On June 3, over 300 people gathered at Washington Hall in Seattle for Social Justice Fund NW’s 40th Anniversary Celebration. It was a historic occasion, marking four decades of grantmaking to grassroots community organizations in Washington, Oregon, Idaho, Montana, and Wyoming.
In 1978, SJF was founded by a group of progressive donors and originally named A Territory Resource. Two of the original founders – Maxwell Milton and Jill Bullitt – were in attendance at the celebration and received a special acknowledgement, along with early supporter Andrea Rabinowitz. Three grantee organizations who have received grants since the 1980s – Pineros y Campesinos Unidos del Noroeste (PCUN), Native Action, and Western States Center – were also recognized.
As part of the event, a special installation displayed SJF’s 40-year history, including an artistic representation – using colored pieces of yarn – of every grant made by decade, totalling over 2,100. A decade-by-decade history timeline charted the various foundation milestones, movement moments, and grantee victories SJF has been involved in since 1978, while quotes and portraits of dozens of past and present SJF staff, board members, donors and grantee leaders decorated the exterior of the exhibit.

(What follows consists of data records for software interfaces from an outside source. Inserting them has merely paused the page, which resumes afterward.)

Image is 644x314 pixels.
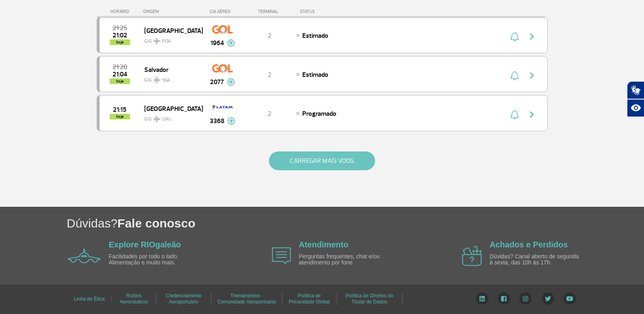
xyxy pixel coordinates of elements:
[268,32,271,40] span: 2
[144,64,196,75] span: Salvador
[462,246,482,267] img: airplane icon
[299,241,348,249] a: Atendimento
[269,151,375,170] button: CARREGAR MAIS VOOS
[113,25,127,31] span: 2025-09-30 21:25:00
[542,293,554,305] img: Twitter
[144,73,196,84] span: GIG
[67,215,644,232] h1: Dúvidas?
[162,77,170,84] span: SSA
[627,99,644,117] button: Abrir recursos assistivos.
[120,290,148,308] a: Ruídos Aeronáuticos
[303,110,337,118] span: Programado
[73,293,104,305] a: Linha de Ética
[243,9,296,14] div: TERMINAL
[113,107,126,113] span: 2025-09-30 21:15:00
[527,71,537,80] img: seta-direita-painel-voo.svg
[144,111,196,123] span: GIG
[110,39,130,45] span: hoje
[144,33,196,45] span: GIG
[109,241,181,249] a: Explore RIOgaleão
[268,71,271,79] span: 2
[218,290,275,308] a: Treinamentos - Comunidade Aeroportuária
[166,290,202,308] a: Credenciamento Aeroportuário
[154,38,161,44] img: destiny_airplane.svg
[110,78,130,84] span: hoje
[210,77,224,87] span: 2077
[519,293,532,305] img: Instagram
[113,64,127,70] span: 2025-09-30 21:20:00
[299,254,392,267] p: Perguntas frequentes, chat e/ou atendimento por fone.
[117,217,195,230] span: Fale conosco
[490,254,583,267] p: Dúvidas? Canal aberto de segunda à sexta, das 10h às 17h.
[109,254,203,267] p: Facilidades por todo o lado. Alimentação e muito mais.
[627,81,644,117] div: Plugin de acessibilidade da Hand Talk.
[113,72,127,77] span: 2025-09-30 21:04:00
[303,32,329,40] span: Estimado
[144,25,196,36] span: [GEOGRAPHIC_DATA]
[527,32,537,42] img: seta-direita-painel-voo.svg
[68,249,101,264] img: airplane icon
[110,114,130,120] span: hoje
[296,9,362,14] div: STATUS
[162,116,172,123] span: GRU
[99,9,143,14] div: HORÁRIO
[510,71,519,80] img: sino-painel-voo.svg
[154,77,161,84] img: destiny_airplane.svg
[289,290,330,308] a: Política de Privacidade Global
[346,290,393,308] a: Política de Direitos do Titular de Dados
[497,293,510,305] img: Facebook
[627,81,644,99] button: Abrir tradutor de língua de sinais.
[476,293,489,305] img: LinkedIn
[227,78,235,86] img: mais-info-painel-voo.svg
[210,116,225,126] span: 3368
[527,110,537,120] img: seta-direita-painel-voo.svg
[564,293,575,305] img: YouTube
[227,39,235,47] img: mais-info-painel-voo.svg
[272,248,291,264] img: airplane icon
[113,32,127,38] span: 2025-09-30 21:02:00
[490,241,568,249] a: Achados e Perdidos
[144,103,196,114] span: [GEOGRAPHIC_DATA]
[154,116,161,122] img: destiny_airplane.svg
[303,71,329,79] span: Estimado
[162,38,171,45] span: POA
[510,32,519,42] img: sino-painel-voo.svg
[510,110,519,120] img: sino-painel-voo.svg
[203,9,243,14] div: CIA AÉREA
[268,110,271,118] span: 2
[143,9,203,14] div: ORIGEM
[210,38,224,48] span: 1964
[228,118,235,125] img: mais-info-painel-voo.svg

SJF Executive Director Mijo Lee made a powerful speech about ATR/SJF’s history, about community organizing, and about hope. Here’s an excerpt:
A lot has changed over the last 40 years. Growing wealth inequality and especially a growing racial wealth gap. The proliferation of the nonprofit industry and institutional philanthropy in particular. The rise of the extreme right wing, white supremacist and white nationalist movements – beat back by ATR grantees in the ‘90s – returning like a horror movie villain wearing khakis and a polo shirt today. In the last 40 years, new frameworks of race and gender have transformed the way we envision social justice. The internet has fundamentally changed the way we organize. What has stayed the same? That we need to organize.
Our definition of organizing has evolved over the years, and continues to. But organizing means, fundamentally, that you’re never on your own, that our collective power is stronger than the sum of its parts. So Rosa Parks wasn’t just a tired seamstress who’d suddenly had enough, as so many of us were taught in elementary school. She was an organizer who had trained and strategized for that moment, and who took an incredible risk knowing that she was part of a movement, knowing that she was not alone.
… One of the hard things about organizing is that it can be a long time before we see the fruits of our labors. It takes a lot longer than a grant cycle, it can take years or even generations. When we invest in organizing – with our time, energy, and money – we know we’re investing in change. But we don’t know when we’ll achieve the changes we seek. It’s like heading up a curvy road, unable to see around the bend, having faith that the road will take us where we need to go. It can be tempting to consider a more straightforward route to a less ambitious destination. But in the Northwest, we’ve all driven through mountains. The only way to the top is on a curvy road, with all the uncertainty that entails.
SJF stands on 40 years of history. We have the benefit of looking back on 40 years and seeing what happens you head up that road. I can see that when Oregon grantees like Rural Organizing Project and PCUN banded together in the ‘90s to defeat the viciously homophobic Measure 9, they forged personal and organizational relationships that make each of their organizations stronger to this day. The word intersectionality wasn’t really being used then, but they understood that their communities – LGBTQ, immigrant, Latinx, indigenous, workers – were not separate. And neither were their struggles. I see them putting those lessons into practice every day. I can trace a direct line from longtime grantee LELO (rest in power Tyree Scott) to the environmental justice powerhouse of Got Green. And as Got Green founder Michael Woo says in one of the stories in our history installation, “When you pass one of Sound Transit’s construction sites today and see people of color and women working there, it’s because of LELO’s Family Wage Jobs organizing.”
But in 1978, they couldn’t know any of that.
On June 2 we had a reunion with folks from the early years and someone brought a copy of the very first grantmaking report. It talked about their first couple years of grants and explained why they had chosen to focus their funding on community organizing. I was struck by one sentence in particular: “Community organizing is still too new to judge.”
Here’s what I found striking about that statement.
First, I’m reminded that the definition of organizing is always in development. The concept of communities coming together to build collective power – that’s not new now, nor was it then. We all understand that’s been happening since time immemorial. But what the ATR founders were talking about was a particular strategy, a particular definition of community organizing and the even newer strategy of funding it. At the time there was a movement, a burgeoning of social justice philanthropy, and they were all figuring it out as they went.
Second, they did not claim to have all the answers. In contrast to many of the people I encounter in philanthropy today, they were really clear about what they didn’t know. They said, we can’t know for sure what this will yield. We have no pie charts to back it up. But we know the theory is solid. We know for a fact that people are stronger together, that we always need leaders, that the people most impacted by injustice have expertise that has been ignored for too long, and that the injustices we face are too dire to wait around for a certainty that will never come. This shows me that from day one this organization has been characterized by the strategic and necessary practice of hope.